Star Power


In 1999, the Washington Redskins signed some of the most recognized offensive and defensive stars in the NFL. But despite adding Hall of Fame talent, the Redskins ended up losing as many games as they won that season.

Often in business as well, a company will bring in a star&#8212or a fresh batch of talent&#8212hoping their new employees’ skills will help them rise to the top. But then it doesn’t happen. Why? Past research clearly shows the benefits of high-performing workers. For highly complex jobs, the top 1% of employees tends to outperform average workers by 127%. In fact, researchers have uncovered the disproportionate effects of talent in nearly every industry. Cleary, then, organizations should be trying to gain as many superstars as possible.

In actuality, however, stars don’t always perform as well as they&#8212and the companies wooing them&#8212think they will. It largely comes down to how portable a person’s skills are. What does that mean? In the early 1960s, the economist Gary Becker identified two types of human capital: general skills, which have potential value to many employers, and company-specific skills, which are useful to a single employer. General human capital, therefore, raises portability. And company-specific capital erodes it.

The question becomes, are some jobs inherently more portable than others? This would lead to some people developing more portable skills than others, which in turn would make these people more likely to succeed in new environments.

To examine this question, Boris Groysberg, a professor at the Harvard Business School; Robin Abrahams, a research associate also at HBS; and Lex Sant, a managing director of Persimmon Tree Capital, investigated workers different than those usually studied: professional football players. The labor market of the National Football League actually provides a great laboratory. All &#34companies&#34&#8212that is, teams&#8212engage in identical work. All teams have the same job positions. Success can be quantified from game statistics, and employee moves are a matter of public record. The obvious choice would have been to study quarterbacks, but the best NFL quarterbacks, such as Tom Brady or Peyton Manning, rarely change teams. So the researchers focused on star wide receivers and punters, comparing the performance of players who switched teams with that of those who did not.

Wide receivers interact a lot with their teammates. They must be fast and agile enough to escape defensive players, but also run specific routes based on timing and calculated distances. They also have to catch balls thrown by quarterbacks who themselves are under duress from charging defensive players, and they have to elude the defensive backs chasing them.

Punters, on the other hand, engage in the simple but difficult act of kicking a football. How far a punter kicks a ball depends almost entirely on the player’s individual strength and skill. Punters usually practice by themselves and, even when the best punters switch teams, few sports pundits take notice. Are punters, then, more portable than wide receivers?

Yes, according to the study results. Punters move more than twice as often as wide receivers: The turnover rate for star punters during the 10 years studied was 19.4%, compared with only 8.3% for star wide receivers. This also raises the question of whether wide receivers are, in fact, aware of the risk of changing teams, given the extent to which their performance is based on teamwork.

It’s a given that pro athletes’ performances decline as they age. However, those who moved saw their performance drop much more steeply. For wide receivers who switched teams, the average number of receptions, receiving yards and receiving touchdowns all declined compared to those who stayed put. Interestingly, the performance of those who moved stabilized after a year, which suggests that they adjusted&#8212they rebuilt the team-specific capital they had lost with the move to the new team.

Punters, on the other hand, can take it with them. The punters who switched teams did not perform any differently than those who did not. And the performance of those who did move remained stable&#8212it didn’t improve after spending time with the new team.

Overall, the research suggests that simply adding talent to the mix doesn’t always yield the results managers might hope for, at least not in the short term. Many skills that might at first glance appear portable&#8212whether for NFL players or portfolio managers or sales account reps&#8212can, in fact, be difficult to transfer. Companies must consider to what degree a person’s job relies on tacit knowledge specific to an individual company, and how interdependent that job is with respect to the work of others.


→ **Required work**
Down to the last line, retype each line of the entries exactly, starting with the one that contains "Chart clothing bounding box.".

Free-text object descriptions:
━━━━━━━━━━━━━━━━━━━━

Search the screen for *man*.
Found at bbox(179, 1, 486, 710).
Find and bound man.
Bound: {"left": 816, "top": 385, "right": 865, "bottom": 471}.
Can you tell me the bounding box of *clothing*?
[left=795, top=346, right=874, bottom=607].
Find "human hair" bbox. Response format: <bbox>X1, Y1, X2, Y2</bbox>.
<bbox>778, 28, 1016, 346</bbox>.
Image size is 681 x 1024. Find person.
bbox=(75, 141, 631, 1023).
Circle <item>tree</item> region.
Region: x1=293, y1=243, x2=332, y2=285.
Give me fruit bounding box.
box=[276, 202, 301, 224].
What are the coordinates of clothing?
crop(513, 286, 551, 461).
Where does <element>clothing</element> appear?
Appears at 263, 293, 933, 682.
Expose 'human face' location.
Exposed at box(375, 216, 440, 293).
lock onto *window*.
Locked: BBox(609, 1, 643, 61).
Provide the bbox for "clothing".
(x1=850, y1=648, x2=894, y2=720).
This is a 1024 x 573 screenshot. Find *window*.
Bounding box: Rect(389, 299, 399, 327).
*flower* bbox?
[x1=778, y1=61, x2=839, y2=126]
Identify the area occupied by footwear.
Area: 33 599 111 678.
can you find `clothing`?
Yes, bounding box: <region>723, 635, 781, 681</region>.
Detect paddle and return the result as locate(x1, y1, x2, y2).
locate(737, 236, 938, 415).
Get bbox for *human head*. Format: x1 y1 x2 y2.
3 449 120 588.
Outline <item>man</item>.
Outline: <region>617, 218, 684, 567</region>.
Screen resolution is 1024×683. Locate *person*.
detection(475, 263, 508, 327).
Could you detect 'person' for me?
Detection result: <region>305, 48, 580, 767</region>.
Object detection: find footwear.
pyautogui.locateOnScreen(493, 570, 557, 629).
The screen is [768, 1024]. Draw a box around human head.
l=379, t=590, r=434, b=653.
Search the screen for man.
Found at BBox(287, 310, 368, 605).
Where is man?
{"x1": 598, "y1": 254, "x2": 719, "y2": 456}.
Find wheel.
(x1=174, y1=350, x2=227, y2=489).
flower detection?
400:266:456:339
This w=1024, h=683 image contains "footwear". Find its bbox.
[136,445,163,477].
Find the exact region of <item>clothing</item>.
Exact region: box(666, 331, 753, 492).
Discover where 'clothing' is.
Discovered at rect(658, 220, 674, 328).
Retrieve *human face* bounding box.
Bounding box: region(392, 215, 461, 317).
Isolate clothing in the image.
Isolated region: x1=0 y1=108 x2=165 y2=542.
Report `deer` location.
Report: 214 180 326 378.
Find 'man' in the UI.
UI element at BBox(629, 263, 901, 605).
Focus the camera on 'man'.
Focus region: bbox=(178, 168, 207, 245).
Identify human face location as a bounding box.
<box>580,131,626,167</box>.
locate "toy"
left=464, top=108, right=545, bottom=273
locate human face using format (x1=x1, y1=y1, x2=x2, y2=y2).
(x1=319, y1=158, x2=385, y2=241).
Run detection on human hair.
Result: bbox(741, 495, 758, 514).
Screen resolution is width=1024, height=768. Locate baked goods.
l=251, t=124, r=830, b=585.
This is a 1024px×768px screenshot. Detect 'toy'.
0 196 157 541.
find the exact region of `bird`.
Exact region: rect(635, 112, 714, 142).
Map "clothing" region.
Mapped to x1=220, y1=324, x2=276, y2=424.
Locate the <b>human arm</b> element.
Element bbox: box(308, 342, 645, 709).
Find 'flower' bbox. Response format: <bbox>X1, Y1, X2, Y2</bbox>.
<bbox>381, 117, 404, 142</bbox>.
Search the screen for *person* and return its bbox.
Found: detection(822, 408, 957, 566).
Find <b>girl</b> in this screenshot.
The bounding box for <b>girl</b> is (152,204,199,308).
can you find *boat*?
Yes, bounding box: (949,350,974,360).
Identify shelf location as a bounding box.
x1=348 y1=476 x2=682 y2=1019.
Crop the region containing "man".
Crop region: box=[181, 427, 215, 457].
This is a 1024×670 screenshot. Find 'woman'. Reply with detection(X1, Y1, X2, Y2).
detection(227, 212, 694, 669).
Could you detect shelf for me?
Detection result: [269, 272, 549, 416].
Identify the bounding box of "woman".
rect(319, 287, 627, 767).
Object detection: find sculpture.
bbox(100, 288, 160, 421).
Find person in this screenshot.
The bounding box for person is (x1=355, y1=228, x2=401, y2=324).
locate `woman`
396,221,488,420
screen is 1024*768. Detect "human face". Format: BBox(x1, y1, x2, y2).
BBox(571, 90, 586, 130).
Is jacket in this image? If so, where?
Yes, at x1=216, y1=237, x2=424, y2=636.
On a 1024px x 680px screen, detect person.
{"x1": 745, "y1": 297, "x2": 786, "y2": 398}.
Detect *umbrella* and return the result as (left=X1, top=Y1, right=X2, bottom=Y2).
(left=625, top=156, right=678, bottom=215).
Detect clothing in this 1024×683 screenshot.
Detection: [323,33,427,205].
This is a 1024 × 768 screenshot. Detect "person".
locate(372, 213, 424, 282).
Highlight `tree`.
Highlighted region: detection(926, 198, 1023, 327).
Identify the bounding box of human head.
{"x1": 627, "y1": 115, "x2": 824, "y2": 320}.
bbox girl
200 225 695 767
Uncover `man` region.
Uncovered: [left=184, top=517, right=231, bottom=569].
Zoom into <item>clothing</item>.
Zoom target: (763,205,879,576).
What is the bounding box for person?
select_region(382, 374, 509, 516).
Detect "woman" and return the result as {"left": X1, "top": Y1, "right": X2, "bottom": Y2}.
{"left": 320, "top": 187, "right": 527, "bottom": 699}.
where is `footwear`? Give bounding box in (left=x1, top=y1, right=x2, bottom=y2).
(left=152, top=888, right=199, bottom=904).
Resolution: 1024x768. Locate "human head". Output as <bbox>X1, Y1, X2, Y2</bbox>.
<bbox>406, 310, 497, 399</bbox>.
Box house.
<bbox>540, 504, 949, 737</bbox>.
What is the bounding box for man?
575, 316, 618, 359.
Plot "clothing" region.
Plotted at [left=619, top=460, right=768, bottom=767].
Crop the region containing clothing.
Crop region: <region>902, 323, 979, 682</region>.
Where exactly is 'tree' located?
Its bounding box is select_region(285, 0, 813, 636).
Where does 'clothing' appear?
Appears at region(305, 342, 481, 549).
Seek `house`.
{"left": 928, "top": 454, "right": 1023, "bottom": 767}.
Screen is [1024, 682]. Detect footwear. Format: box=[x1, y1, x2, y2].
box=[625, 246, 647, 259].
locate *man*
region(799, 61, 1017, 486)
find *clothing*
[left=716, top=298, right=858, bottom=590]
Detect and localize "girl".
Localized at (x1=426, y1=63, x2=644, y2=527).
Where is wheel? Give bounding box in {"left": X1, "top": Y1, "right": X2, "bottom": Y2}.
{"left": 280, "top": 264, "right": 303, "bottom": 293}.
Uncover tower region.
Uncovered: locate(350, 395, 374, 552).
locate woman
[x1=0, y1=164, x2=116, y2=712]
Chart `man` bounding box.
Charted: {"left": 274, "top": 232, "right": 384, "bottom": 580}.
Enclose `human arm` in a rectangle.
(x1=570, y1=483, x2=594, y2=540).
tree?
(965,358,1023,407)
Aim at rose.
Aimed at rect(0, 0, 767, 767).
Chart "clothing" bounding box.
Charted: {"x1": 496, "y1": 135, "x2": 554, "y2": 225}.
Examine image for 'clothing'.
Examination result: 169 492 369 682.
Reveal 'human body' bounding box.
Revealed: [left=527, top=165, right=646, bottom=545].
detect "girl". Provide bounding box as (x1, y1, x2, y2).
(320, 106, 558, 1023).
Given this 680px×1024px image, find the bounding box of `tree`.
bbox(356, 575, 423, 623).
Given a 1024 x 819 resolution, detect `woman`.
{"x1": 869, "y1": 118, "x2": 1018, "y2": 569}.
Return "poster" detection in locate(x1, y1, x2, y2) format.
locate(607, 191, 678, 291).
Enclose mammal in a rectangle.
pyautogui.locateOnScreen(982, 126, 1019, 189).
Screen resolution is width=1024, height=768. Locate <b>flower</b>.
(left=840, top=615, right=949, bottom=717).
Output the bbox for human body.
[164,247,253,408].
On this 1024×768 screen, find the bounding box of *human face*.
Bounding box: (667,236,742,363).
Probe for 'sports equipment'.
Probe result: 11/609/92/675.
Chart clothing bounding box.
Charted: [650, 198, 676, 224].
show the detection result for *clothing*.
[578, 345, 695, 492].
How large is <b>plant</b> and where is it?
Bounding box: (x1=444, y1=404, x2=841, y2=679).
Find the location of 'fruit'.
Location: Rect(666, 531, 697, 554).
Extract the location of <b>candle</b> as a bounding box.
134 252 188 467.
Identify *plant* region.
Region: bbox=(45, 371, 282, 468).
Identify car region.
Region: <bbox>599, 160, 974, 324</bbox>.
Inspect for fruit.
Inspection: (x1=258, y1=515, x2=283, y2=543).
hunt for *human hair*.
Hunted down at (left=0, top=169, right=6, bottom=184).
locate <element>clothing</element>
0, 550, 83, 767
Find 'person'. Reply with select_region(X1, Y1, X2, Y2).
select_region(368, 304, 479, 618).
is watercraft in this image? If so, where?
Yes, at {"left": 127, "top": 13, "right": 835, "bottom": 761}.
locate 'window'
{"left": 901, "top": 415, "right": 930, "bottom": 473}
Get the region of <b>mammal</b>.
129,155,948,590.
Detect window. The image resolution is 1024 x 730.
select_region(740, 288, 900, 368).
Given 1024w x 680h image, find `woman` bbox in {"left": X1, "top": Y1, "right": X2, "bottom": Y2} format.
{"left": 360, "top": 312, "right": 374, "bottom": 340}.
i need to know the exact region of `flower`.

━━━━━━━━━━━━━━━━━━━━

→ **Your solution**
Chart clothing bounding box.
Charted: [650, 198, 676, 224].
show the detection result for *clothing*.
[578, 345, 695, 492].
How large is <b>plant</b> and where is it?
Bounding box: (x1=444, y1=404, x2=841, y2=679).
Find the location of 'fruit'.
Location: Rect(666, 531, 697, 554).
Extract the location of <b>candle</b> as a bounding box.
134 252 188 467.
Identify *plant* region.
Region: bbox=(45, 371, 282, 468).
Identify car region.
Region: <bbox>599, 160, 974, 324</bbox>.
Inspect for fruit.
Inspection: (x1=258, y1=515, x2=283, y2=543).
hunt for *human hair*.
Hunted down at (left=0, top=169, right=6, bottom=184).
locate <element>clothing</element>
0, 550, 83, 767
Find 'person'. Reply with select_region(X1, Y1, X2, Y2).
select_region(368, 304, 479, 618).
is watercraft in this image? If so, where?
Yes, at {"left": 127, "top": 13, "right": 835, "bottom": 761}.
locate 'window'
{"left": 901, "top": 415, "right": 930, "bottom": 473}
Get the region of <b>mammal</b>.
129,155,948,590.
Detect window. The image resolution is 1024 x 730.
select_region(740, 288, 900, 368).
Given 1024w x 680h image, find `woman` bbox in {"left": X1, "top": Y1, "right": X2, "bottom": Y2} format.
{"left": 360, "top": 312, "right": 374, "bottom": 340}.
i need to know the exact region of `flower`.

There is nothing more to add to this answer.